In their 91-page report, the authors state that air pollution “reduces crop yields by slowing down photosynthesis.”
Their study appeared in the American Journal of Agricultural Economics, a peer-reviewed journal published by Oxford University Press.
But there’s a downside for farmers: Better yields create surpluses. Prices fell for those two crops, prompting the authors to conclude “that these changes made consumers better off and farmers worse off.”
“I don’t think farmers can do much to avoid it,” Mr. Metaxoglou said.
The Blade contacted more than a dozen people in the agricultural industry and Ohio State University agriculture experts about the study. Only three offered any comments.
“It makes sense that plants, like humans, do better without pollution,” Joe Logan, Ohio Farmers Union president, said.

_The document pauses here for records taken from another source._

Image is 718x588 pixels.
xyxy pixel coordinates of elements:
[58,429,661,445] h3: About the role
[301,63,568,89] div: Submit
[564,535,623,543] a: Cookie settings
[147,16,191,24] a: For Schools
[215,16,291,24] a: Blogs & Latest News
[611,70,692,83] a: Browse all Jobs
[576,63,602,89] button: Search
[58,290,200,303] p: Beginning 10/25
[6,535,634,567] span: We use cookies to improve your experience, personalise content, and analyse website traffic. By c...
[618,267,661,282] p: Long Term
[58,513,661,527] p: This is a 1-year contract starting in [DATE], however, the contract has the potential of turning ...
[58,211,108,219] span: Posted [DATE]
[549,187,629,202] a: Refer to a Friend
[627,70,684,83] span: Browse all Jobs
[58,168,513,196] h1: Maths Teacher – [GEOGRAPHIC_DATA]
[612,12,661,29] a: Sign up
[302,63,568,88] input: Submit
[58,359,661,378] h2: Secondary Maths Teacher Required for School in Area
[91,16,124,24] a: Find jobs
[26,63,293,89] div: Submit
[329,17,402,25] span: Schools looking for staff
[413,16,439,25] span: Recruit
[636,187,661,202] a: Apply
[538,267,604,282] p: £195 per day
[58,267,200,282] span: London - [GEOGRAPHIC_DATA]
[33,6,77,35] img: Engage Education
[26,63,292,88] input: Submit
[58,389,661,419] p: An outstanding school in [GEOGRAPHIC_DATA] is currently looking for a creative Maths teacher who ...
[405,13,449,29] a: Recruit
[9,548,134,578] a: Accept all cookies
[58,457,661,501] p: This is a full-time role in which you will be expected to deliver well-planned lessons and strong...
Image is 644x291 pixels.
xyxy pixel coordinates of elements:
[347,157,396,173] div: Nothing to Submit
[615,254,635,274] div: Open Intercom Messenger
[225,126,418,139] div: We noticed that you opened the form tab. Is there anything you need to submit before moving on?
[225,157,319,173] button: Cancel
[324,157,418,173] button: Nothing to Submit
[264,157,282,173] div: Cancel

Ty Higgins, Ohio Farm Bureau Federation spokesman, said no one at that organization deals directly with agronomics or atmospheric science.
But he said he has been in meetings in which some agricultural experts now wonder if reductions of a different form of air pollution, sulfur dioxide, which is commonly called acid rain, has had an unintended consequence of pulling important concentrations of sulfur out of the soil. Farmers now find themselves spending money to restore the sulfur content of their land with more fertilizers.
Joe Nester, owner of Bryan-based Nester Ag, LLC, a past president of the Ohio Association of Independent Crop Consultants, past Board Chairman of the Ohio Certified Crop Advisers, and a Director with Brookside Laboratories, Inc., said the smog study “could go in the Comics section.”
“There is no way this has had any impact on crop yields,” he said. “They are reaching WAY out there on this.”
Mr. Nester said he could list “many, many reasons why crop yields have increased,” none of which would be as a result of smog levels lowered by the federal Clean Air Act.
“In fact, the Clean Air Act has cost farmers money,” he said. “They used to get a good amount of crop-required sulfate from acid rain. Now, they have to buy the sulfate.”
Mr. Nester also said sulfate is “somewhat of a natural fungicide.” Plant diseases, he said, increased once acid rain was reduced, prompting farmers to “spend significant dollars on fungicide.”
Mr. Metaxoglou stood by the results of the smog study, adding that it shows cleaner air is “very important for the economy.”
Perrysburg Township farmer Kris Swartz said he is "skeptical that we can attribute yield increases or decreases to any one particular factor when so many are involved in producing yield."
"Certainly genetics have played a large part in increasing yields over that time frame, but the weather and a host of biological factors have played a part as well," Mr. Swartz said.